Women were more conservative in their dress choices. Geisha being trendsetters were the first to try western clothes - bustles and bonnets. The very first person to wear high heeled shoes was a Nagasaki geisha in the 1880s.

Then in 1883 the Rokumeikan - the Hall of the Baying Stag - opened in central Tokyo right opposite the Imperial Palace. It was a rather flashy Italianate mansion of white painted brick with colonnaded verandas, set in landscaped gardens. There Japanese high society - gentlemen in frock coats, ladies in bustles, bows, corset and bonnets - dined on French food cooked by a French chef, using knives and forks, played billiards, had charity bazaars, sang western songs and played western musical instruments.

Dancing into the future - at the Hall of the Baying Stag
There were also famous balls. The idea was that gentlemen should appear with their wives on their arms as western people did.
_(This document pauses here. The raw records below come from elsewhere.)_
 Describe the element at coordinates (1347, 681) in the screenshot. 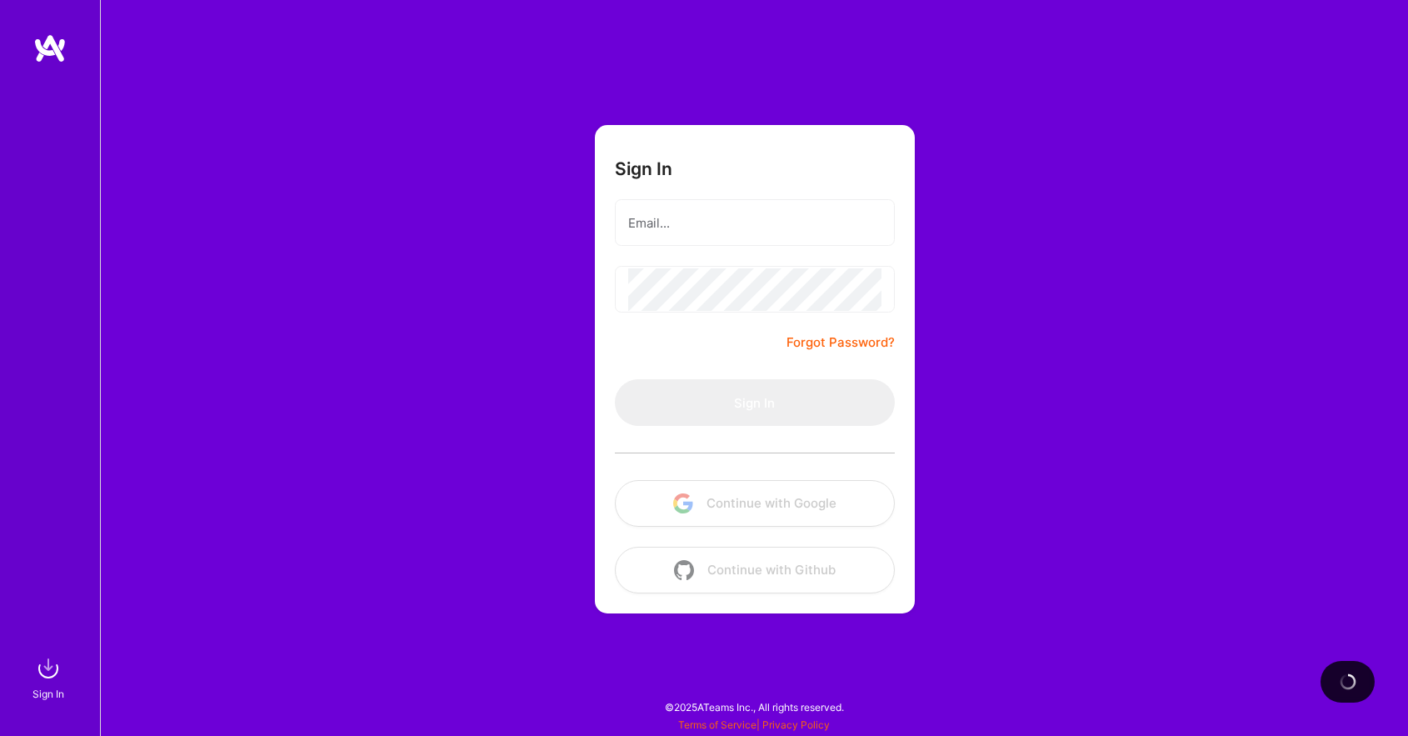

I see `img: loading` at that location.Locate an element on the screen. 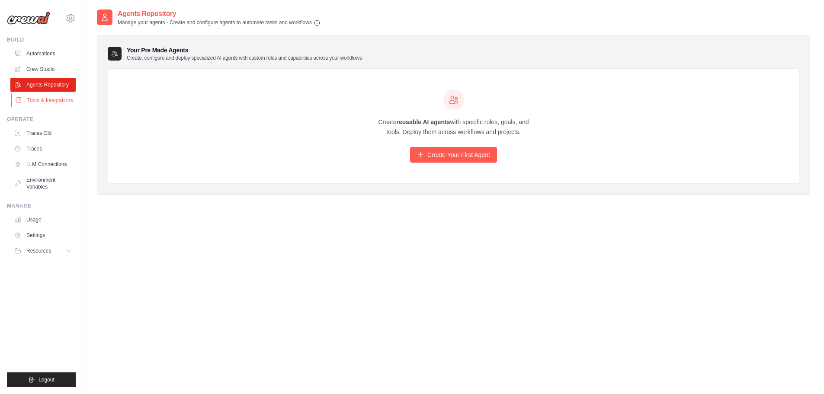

But unless you were an ex-geisha as quite a few of the ladies were, most upper class Japanese women were not accustomed to going out with their husbands, so a lot of the ladies at the Rokumeikan were actually the geisha of the gentleman in question, not the wife.
From Aguranabe, 'Sitting round the beef pot'
by Kanagaki Robun

All this modernising was a lot of fun but it also had a serious purpose - to persuade the western powers that the Japanese were every bit as civilised as them so that they would repeal the hated unequal treaties, by which the Japanese had to pay inflated export duties and the exchange rate was rigged in the westerners’ favour and many other humiliating clauses besides.

But despite all the dancing and modern clothes, the treaties were not repealed until 1895, after Japan defeated China in the Sino-Japanese War. As a Japanese diplomat said wearily a decade later, after Japan defeated Russia in the Russo-Japanese War: ‘My people had been sending artistic treasures to Europe for some time, and had been regarded as barbarians. But as soon as we showed ourselves able to shoot down Russians with quick firing guns, we were acclaimed as a highly civilised race.’
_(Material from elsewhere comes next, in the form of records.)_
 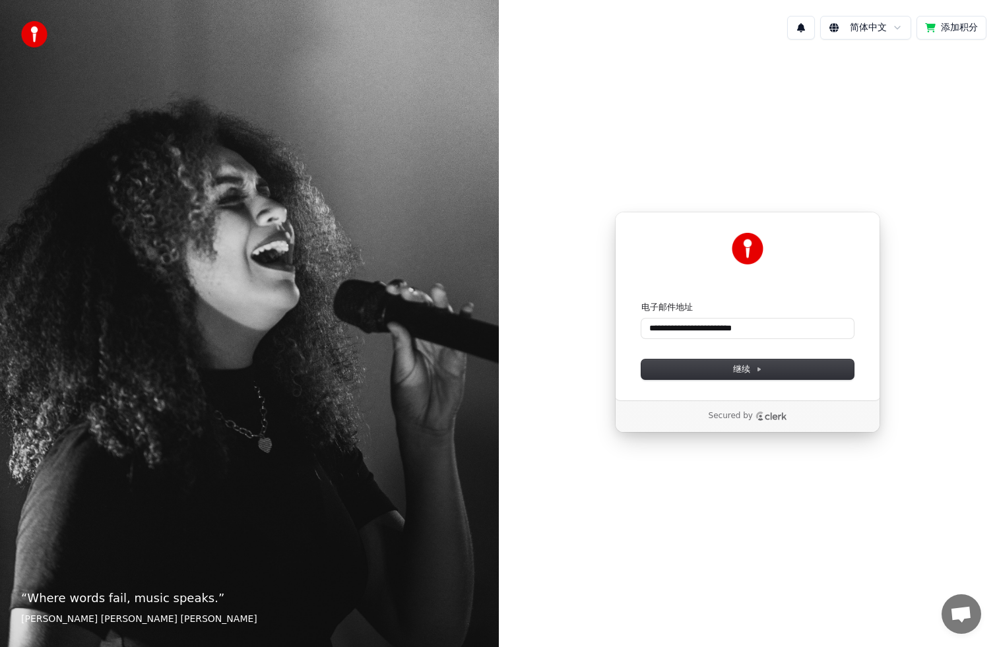 I want to click on a: 开放式聊天, so click(x=962, y=614).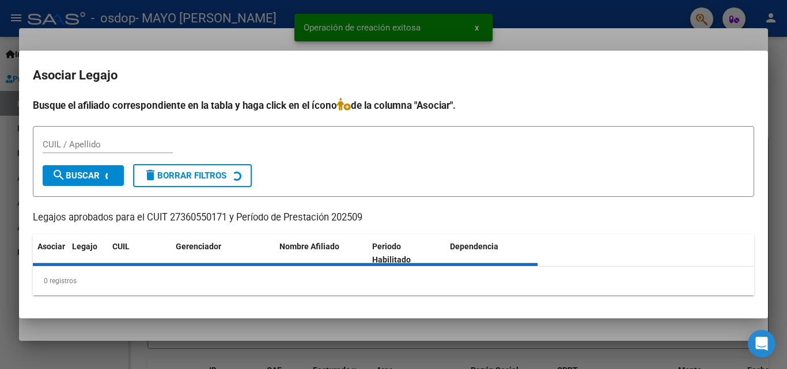 The width and height of the screenshot is (787, 369). What do you see at coordinates (185, 176) in the screenshot?
I see `span: Borrar Filtros` at bounding box center [185, 176].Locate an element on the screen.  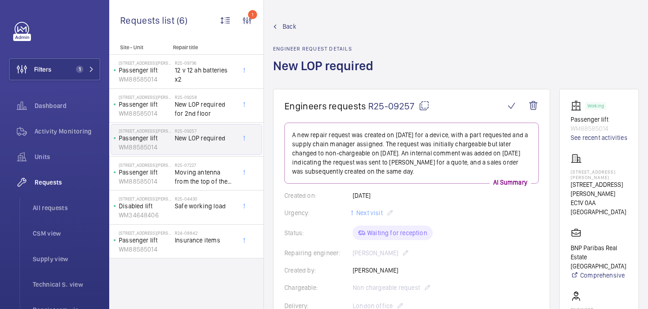
span: All requests is located at coordinates (66, 208).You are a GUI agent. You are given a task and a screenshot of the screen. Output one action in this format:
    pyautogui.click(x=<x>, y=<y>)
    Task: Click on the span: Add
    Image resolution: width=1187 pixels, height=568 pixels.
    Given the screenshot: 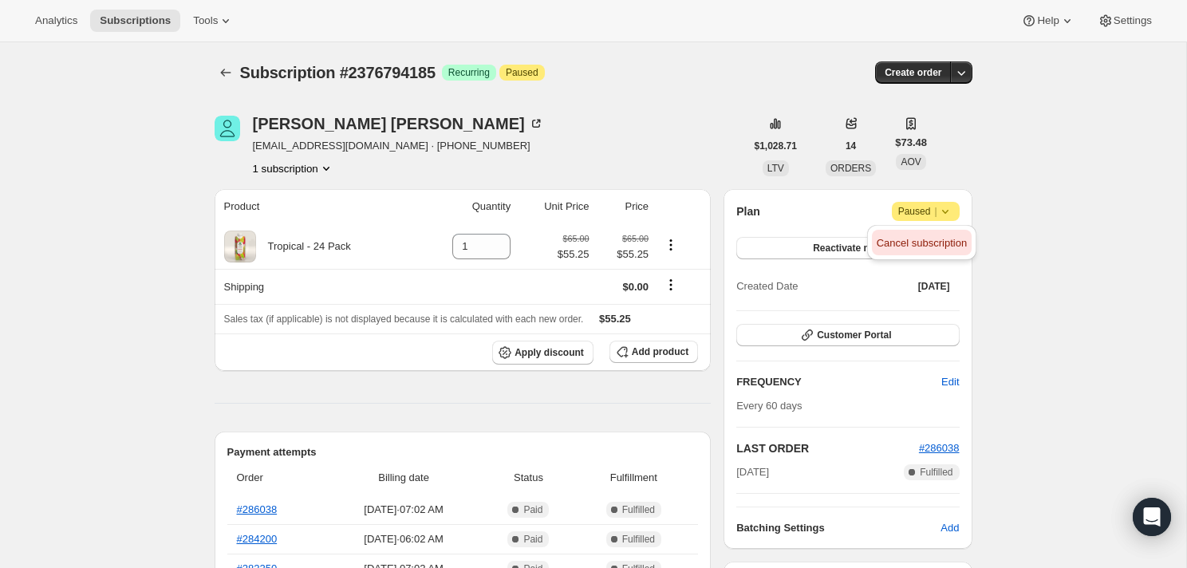 What is the action you would take?
    pyautogui.click(x=949, y=528)
    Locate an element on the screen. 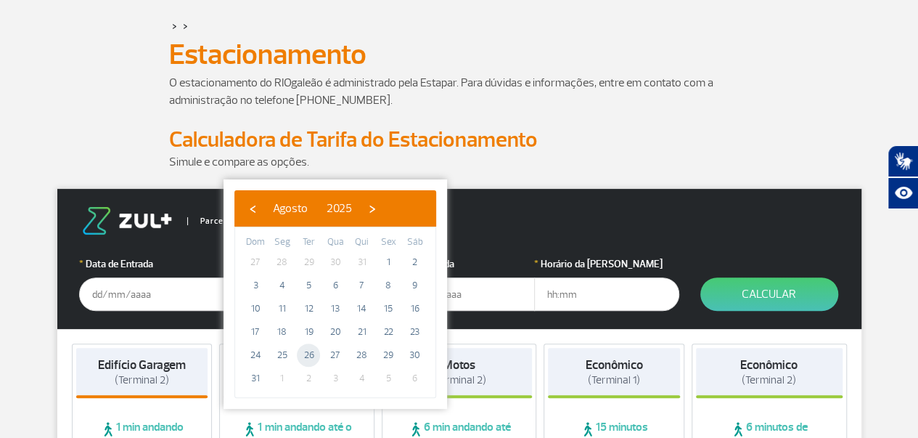  span: Agosto is located at coordinates (290, 208).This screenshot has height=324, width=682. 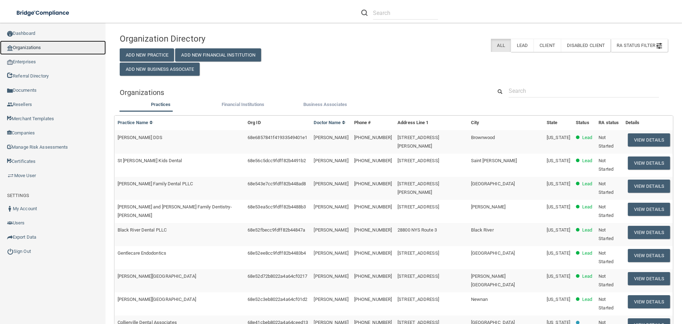 What do you see at coordinates (277, 160) in the screenshot?
I see `span: 68e56c5dcc9fdff82b4491b2` at bounding box center [277, 160].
In case anyone might like to hear more, I’m giving a couple of lectures to mark the 150th anniversary of the Meiji Restoration - at the Ashmolean in Oxford on Friday November 23rd from 1 to 2 and at the British Library on Tuesday November 27th at 7.15. 

Lesley Downer’s latest novel, The Shogun’s Queen, is an epic tale very much based on a true story and set in Japan at the time of the turmoil preceding the Meiji Restoration- out now in paperback. For more see www.lesleydowner.com.

All pictures courtesy of Wikimedia Commons or private collection.